The Mint That Made the World's Money

museumscolonial-historyminingnumismaticsworld-heritagebolivia
4 min read

Valer un potosi. To be worth a Potosi - that is, a fortune. The phrase entered the Spanish language so thoroughly that Miguel de Cervantes used it, and for good reason. From a single building in this Andean city perched at over 4,000 meters above sea level, silver coins flowed outward through the Spanish Main and across the Manila Galleon route to Manila, Canton, and beyond. The National Mint of Bolivia was not merely a factory. It was the engine room of global commerce for nearly four centuries, the place where silver extracted from Cerro Rico's veins was hammered, pressed, and stamped into the Spanish dollar - the world's first truly international currency.

A Building Worth a King's Disbelief

The first mint rose in 1572 on the orders of Viceroy Francisco de Toledo, near the Royal Palaces in what was then the Plaza del Regozijo - today's Plaza 10 de Noviembre. The architect Jeronimo Leto completed the work in three years, at a cost exceeding 8,000 pesos. When Charles III of Spain heard the final figure, he reportedly quipped that the entire building must be made of pure silver. The remark, likely apocryphal, captures something true about Potosi in its colonial heyday: the city was so drenched in silver that even royal extravagance seemed plausible. For 212 years, from 1572 to 1767, the first mint operated on rudimentary technology - manual hammering and striking that nevertheless produced the coins underpinning global trade.

Scandal and a Second Act

In 1649, the Great Potosi Mint Fraud shook the colonial economy. Officials had been tampering with coin weight and silver content, undermining the integrity of the Spanish dollar at its source. The scandal prompted stricter oversight from colonial authorities and, eventually, the decision to abandon the original building altogether. A second mint was erected in the neighboring Plaza del Gato, beginning operations in 1773 with improved technology and tighter quality controls. This second facility - the building that survives today as the Casa de la Moneda museum - operated until 1951, producing coins under Spanish colonial, revolutionary, and Republican Bolivian authority. Spanish America supplied roughly 150,000 tons of silver between 1500 and 1800, perhaps 80 percent of world production, and much of it passed through these walls.

Revolution in Coin Form

When General Manuel Belgrano seized the Casa de Moneda in 1813 on behalf of the United Provinces of the Rio de la Plata, the mint's output changed overnight. Where coins had once carried the face of the King of Spain, they now bore a radiant Sun of May with 32 rays and the Argentine coat of arms on the reverse. The legend read "In Union and Liberty," and the PTS monogram still identified Potosi as their origin. Two years later the stamps were shipped to Cordoba, where Argentina established its first mint. Bolivia itself, formed on August 6, 1825, after fifteen years of conflict supported by Simon Bolivar and Antonio Jose de Sucre, took two more years to strike its first Republican coin - Spanish currencies circulating in the meantime, a lingering echo of the old empire.

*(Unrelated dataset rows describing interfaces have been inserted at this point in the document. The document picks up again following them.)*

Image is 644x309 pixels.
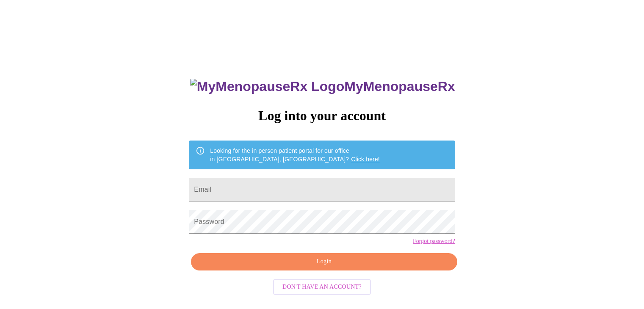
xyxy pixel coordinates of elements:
[190,79,455,95] h3: MyMenopauseRx
[273,279,371,296] button: Don't have an account?
[190,79,344,95] img: MyMenopauseRx Logo
[283,282,362,293] span: Don't have an account?
[200,257,447,267] span: Login
[189,108,455,123] h3: Log into your account
[210,143,380,167] div: Looking for the in person patient portal for our office in [GEOGRAPHIC_DATA], [GEOGRAPHIC_DATA]?
[191,253,457,271] button: Login
[351,156,380,162] a: Click here!
[271,283,373,290] a: Don't have an account?
[413,238,455,244] a: Forgot password?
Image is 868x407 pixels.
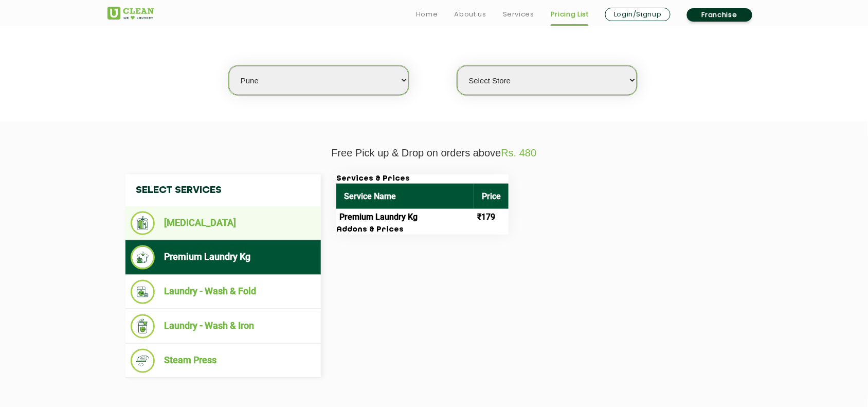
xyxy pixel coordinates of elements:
th: Service Name [336,184,474,209]
a: Services [503,8,534,20]
td: ₹179 [474,209,509,226]
img: Dry Cleaning [131,212,155,235]
li: Steam Press [131,349,316,373]
img: Laundry - Wash & Iron [131,315,155,338]
p: Free Pick up & Drop on orders above [108,147,760,159]
a: Login/Signup [605,7,670,21]
img: Steam Press [131,349,155,373]
img: UClean Laundry and Dry Cleaning [108,7,154,20]
th: Price [474,184,509,209]
span: Rs. 480 [501,147,536,159]
a: Pricing List [550,8,589,20]
h4: Select Services [126,174,321,206]
a: Franchise [687,8,752,21]
a: Home [416,8,438,20]
td: Premium Laundry Kg [336,209,474,226]
img: Premium Laundry Kg [131,245,155,270]
li: [MEDICAL_DATA] [131,212,316,235]
h3: Services & Prices [336,174,509,184]
li: Laundry - Wash & Fold [131,280,316,304]
a: About us [455,8,487,20]
h3: Addons & Prices [336,226,509,235]
img: Laundry - Wash & Fold [131,280,155,304]
li: Premium Laundry Kg [131,245,316,270]
li: Laundry - Wash & Iron [131,315,316,338]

From Headquarters to Heritage

The mint's later history reads like a precis of Bolivia's turbulent twentieth century. By 1933 the building had been abandoned as a mint and was pressed into service as a military headquarters during the Chaco War between Bolivia and Paraguay. After the war, it served an even more humble purpose: a stable for rural farmers traveling to Potosi's market. The transformation from silver treasury to horse shelter could have been the building's final chapter. Instead, it was reclaimed as one of Bolivia's most important museums. Inside, visitors find the massive wooden geartrains that once powered the minting presses, along with collections of colonial coins and religious artifacts. In 1987, UNESCO inscribed the City of Potosi as a World Heritage Site, and the Casa de la Moneda stands at the center of that recognition - a building whose walls witnessed the creation of the world's money and the revolutions that spent it.

From the Air

Located at 19.589S, 65.754W in central Potosi, Bolivia, at approximately 4,090 meters (13,420 feet) elevation. The city sits in a narrow valley at the base of Cerro Rico, the conical mountain whose silver deposits drove the city's founding. The mint building is a large colonial structure near Plaza 10 de Noviembre, identifiable from the air by its massive courtyard and colonial architecture. Nearest airport: Capitan Nicolas Rojas Airport (SLPO), approximately 5 km from the city center. Approach with caution due to high altitude and variable mountain weather. Best viewed at 15,000-17,000 feet for context against Cerro Rico.